Disaster on the Coastliner is a 1979 TV movie that features an all-star ensemble cast, which includes Lloyd Bridges, E.G. Marshall and William Shatner.
The plot centers on a disgruntled former railroad company employee who, demonstrating great technological skills, commandeers a train and sets it on a collision course with another train on the same track, which is carrying the US Vice-President's wife.
Unless his demands are met, the clock is ticking on a catastrophic collision.
Back at train control HQ, dispatcher E.G. Marshall along with Secret Service agent Lloyd Bridges are stunned by the clever plot - the driver of the other train refuses to stop because the hijacker, pretending to be HQ, has told him that terrorists have taken over his train and he must not believe what he is being told to do by the authorities.
Bill Shatner plays a passenger on the commandeered train, a lovable conman on the run from the law.
This delightfully convoluted plot is also highly improbable. One suspects that there are far more ways to stop a train than are depicted here. Perusing the Internet, it is evident that nitpickers have been having a field day with this movie - one such example: "The script conveniently overlooks emergency brakes found in every car and has you believe there are no crossovers or switches of any kind for the 90 minutes the two trains are on the same track." (sourced here).
Nonetheless, as even most of these nitpickers concede, Disaster on the Coastliner is highly entertaining, fun and eminently watchable - one of the better disaster movies from this era. The pace is tight, the characters interesting and some of the stunts (a helicopter flying in front of a speeding train) seem frighteningly dangerous.
Bill Shatner, as he notes in his autobiography Up Till Now, performed many of his own stunts, which we'll deal with as part of our toupological analysis...
The actor is wearing his stage one curly "TJ Curly" weave here - the kind that he wore in the first two Star Trek movies.
Early on in the movie, we see his character donning fake fair and a mustache.
A little later, we see Bill Shatner removing this fake hair. These kinds of moments are always inherently fascinating to watch for obvious reasons.
Flash forward to Bill Shatner's character charming a woman on the train in order to throw on-board cops off his scent. The woman grows suspicious and opens his briefcase only to find a secret stash of fake hair (does actor Bill Shatner also carry spare toups when he travels?).
The rest of the movie appears to flow along without further toupological incident. Perhaps fans of the toupee should be satisfied with the above, right?
But, towards the end, Bill Shatner surprises and rewards toupee fans with an extraordinary feat of toupological endurance that precedes his underwater antics in Star Trek IV: The Voyage Home, and casts aside his hat-wearing apprehension from only a year before in The Crash of Flight 401.
Stepping out into some potentially toupee-lifting gusts, Bill Shatner climbs on top of a speeding train carriage.
In all but a few wide overhead shots in which a stuntman doubles for the actor, that really is Bill Shatner on the train!
There is a great sense of double-jeopardy here - the audience fears not just for the safety of Bill Shatner and the character he portrays, but also for the safety and security of the toupee. It's a real nail-biter!
Many of you might be wondering how such seemingly dangerous stunts could have been performed. Have no fear! We have no doubt that all precautions were taken beforehand, including various tests and rehearsals, to make sure that the toupee was safely attached to Bill Shatner's head at all times. Such stunts could easily end in disaster, but thanks to generous sprinkles of Hollywood skill, professionalism and very strong toupee glue, we are confident that the toupee was never in any real danger.
Sadly, this movie is unavailable commercially, but can be viewed, at present, on YouTube. A fun film and well worth watching.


Work to be completed: Each entry needs to appear again, retyped exactly as it is below.

Available data:
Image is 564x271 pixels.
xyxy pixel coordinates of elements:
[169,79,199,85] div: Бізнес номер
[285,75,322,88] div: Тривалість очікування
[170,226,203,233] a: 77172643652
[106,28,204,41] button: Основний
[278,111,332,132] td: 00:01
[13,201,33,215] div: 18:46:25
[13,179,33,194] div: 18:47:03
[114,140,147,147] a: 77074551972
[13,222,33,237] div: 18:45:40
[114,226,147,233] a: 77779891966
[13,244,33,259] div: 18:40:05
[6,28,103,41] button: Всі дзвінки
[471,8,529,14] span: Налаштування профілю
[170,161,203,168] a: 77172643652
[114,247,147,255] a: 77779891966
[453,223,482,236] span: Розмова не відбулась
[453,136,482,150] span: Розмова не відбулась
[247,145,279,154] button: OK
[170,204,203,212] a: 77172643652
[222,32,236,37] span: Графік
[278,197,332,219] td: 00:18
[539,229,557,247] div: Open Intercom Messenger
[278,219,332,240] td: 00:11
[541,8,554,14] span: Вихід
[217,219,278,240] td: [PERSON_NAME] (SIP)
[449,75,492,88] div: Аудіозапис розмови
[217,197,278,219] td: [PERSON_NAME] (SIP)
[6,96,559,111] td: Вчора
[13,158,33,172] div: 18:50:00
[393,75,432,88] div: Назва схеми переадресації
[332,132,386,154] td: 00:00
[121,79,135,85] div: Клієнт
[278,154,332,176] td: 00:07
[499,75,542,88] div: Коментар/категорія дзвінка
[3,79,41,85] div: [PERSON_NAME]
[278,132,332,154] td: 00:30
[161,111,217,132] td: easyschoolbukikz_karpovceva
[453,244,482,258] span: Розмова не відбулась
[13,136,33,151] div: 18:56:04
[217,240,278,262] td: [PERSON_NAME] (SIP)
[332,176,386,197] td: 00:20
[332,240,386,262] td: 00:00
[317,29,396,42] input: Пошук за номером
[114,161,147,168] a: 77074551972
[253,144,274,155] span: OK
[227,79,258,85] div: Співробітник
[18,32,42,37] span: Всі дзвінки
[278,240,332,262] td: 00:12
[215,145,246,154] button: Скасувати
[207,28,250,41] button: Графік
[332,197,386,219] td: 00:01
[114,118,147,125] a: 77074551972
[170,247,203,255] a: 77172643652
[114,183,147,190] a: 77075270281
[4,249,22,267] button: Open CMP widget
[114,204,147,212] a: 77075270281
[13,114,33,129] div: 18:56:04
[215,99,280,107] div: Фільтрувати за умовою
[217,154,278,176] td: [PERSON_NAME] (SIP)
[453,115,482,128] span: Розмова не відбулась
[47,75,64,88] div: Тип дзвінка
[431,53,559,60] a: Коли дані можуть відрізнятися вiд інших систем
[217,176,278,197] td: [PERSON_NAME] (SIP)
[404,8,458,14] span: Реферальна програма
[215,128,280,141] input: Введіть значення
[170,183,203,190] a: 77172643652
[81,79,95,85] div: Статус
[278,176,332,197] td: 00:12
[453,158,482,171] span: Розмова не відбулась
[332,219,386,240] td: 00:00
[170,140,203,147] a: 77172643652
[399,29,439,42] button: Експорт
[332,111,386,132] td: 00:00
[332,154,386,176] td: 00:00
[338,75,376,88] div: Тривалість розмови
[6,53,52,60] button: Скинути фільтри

Solution for this exercise:
Image is 564x271 pixels.
xyxy pixel coordinates of elements:
[169,79,199,85] div: Бізнес номер
[285,75,322,88] div: Тривалість очікування
[170,226,203,233] a: 77172643652
[106,28,204,41] button: Основний
[278,111,332,132] td: 00:01
[13,201,33,215] div: 18:46:25
[13,179,33,194] div: 18:47:03
[114,140,147,147] a: 77074551972
[13,222,33,237] div: 18:45:40
[114,226,147,233] a: 77779891966
[13,244,33,259] div: 18:40:05
[6,28,103,41] button: Всі дзвінки
[471,8,529,14] span: Налаштування профілю
[170,161,203,168] a: 77172643652
[114,247,147,255] a: 77779891966
[453,223,482,236] span: Розмова не відбулась
[453,136,482,150] span: Розмова не відбулась
[247,145,279,154] button: OK
[170,204,203,212] a: 77172643652
[222,32,236,37] span: Графік
[278,197,332,219] td: 00:18
[539,229,557,247] div: Open Intercom Messenger
[278,219,332,240] td: 00:11
[541,8,554,14] span: Вихід
[217,219,278,240] td: [PERSON_NAME] (SIP)
[449,75,492,88] div: Аудіозапис розмови
[217,197,278,219] td: [PERSON_NAME] (SIP)
[6,96,559,111] td: Вчора
[13,158,33,172] div: 18:50:00
[393,75,432,88] div: Назва схеми переадресації
[332,132,386,154] td: 00:00
[121,79,135,85] div: Клієнт
[278,154,332,176] td: 00:07
[499,75,542,88] div: Коментар/категорія дзвінка
[3,79,41,85] div: [PERSON_NAME]
[278,132,332,154] td: 00:30
[161,111,217,132] td: easyschoolbukikz_karpovceva
[453,244,482,258] span: Розмова не відбулась
[13,136,33,151] div: 18:56:04
[217,240,278,262] td: [PERSON_NAME] (SIP)
[332,176,386,197] td: 00:20
[332,240,386,262] td: 00:00
[317,29,396,42] input: Пошук за номером
[114,161,147,168] a: 77074551972
[253,144,274,155] span: OK
[227,79,258,85] div: Співробітник
[18,32,42,37] span: Всі дзвінки
[278,240,332,262] td: 00:12
[215,145,246,154] button: Скасувати
[207,28,250,41] button: Графік
[332,197,386,219] td: 00:01
[114,118,147,125] a: 77074551972
[170,247,203,255] a: 77172643652
[114,183,147,190] a: 77075270281
[4,249,22,267] button: Open CMP widget
[114,204,147,212] a: 77075270281
[13,114,33,129] div: 18:56:04
[215,99,280,107] div: Фільтрувати за умовою
[217,154,278,176] td: [PERSON_NAME] (SIP)
[453,115,482,128] span: Розмова не відбулась
[47,75,64,88] div: Тип дзвінка
[431,53,559,60] a: Коли дані можуть відрізнятися вiд інших систем
[217,176,278,197] td: [PERSON_NAME] (SIP)
[404,8,458,14] span: Реферальна програма
[215,128,280,141] input: Введіть значення
[170,183,203,190] a: 77172643652
[81,79,95,85] div: Статус
[278,176,332,197] td: 00:12
[453,158,482,171] span: Розмова не відбулась
[332,219,386,240] td: 00:00
[170,140,203,147] a: 77172643652
[399,29,439,42] button: Експорт
[332,111,386,132] td: 00:00
[332,154,386,176] td: 00:00
[338,75,376,88] div: Тривалість розмови
[6,53,52,60] button: Скинути фільтри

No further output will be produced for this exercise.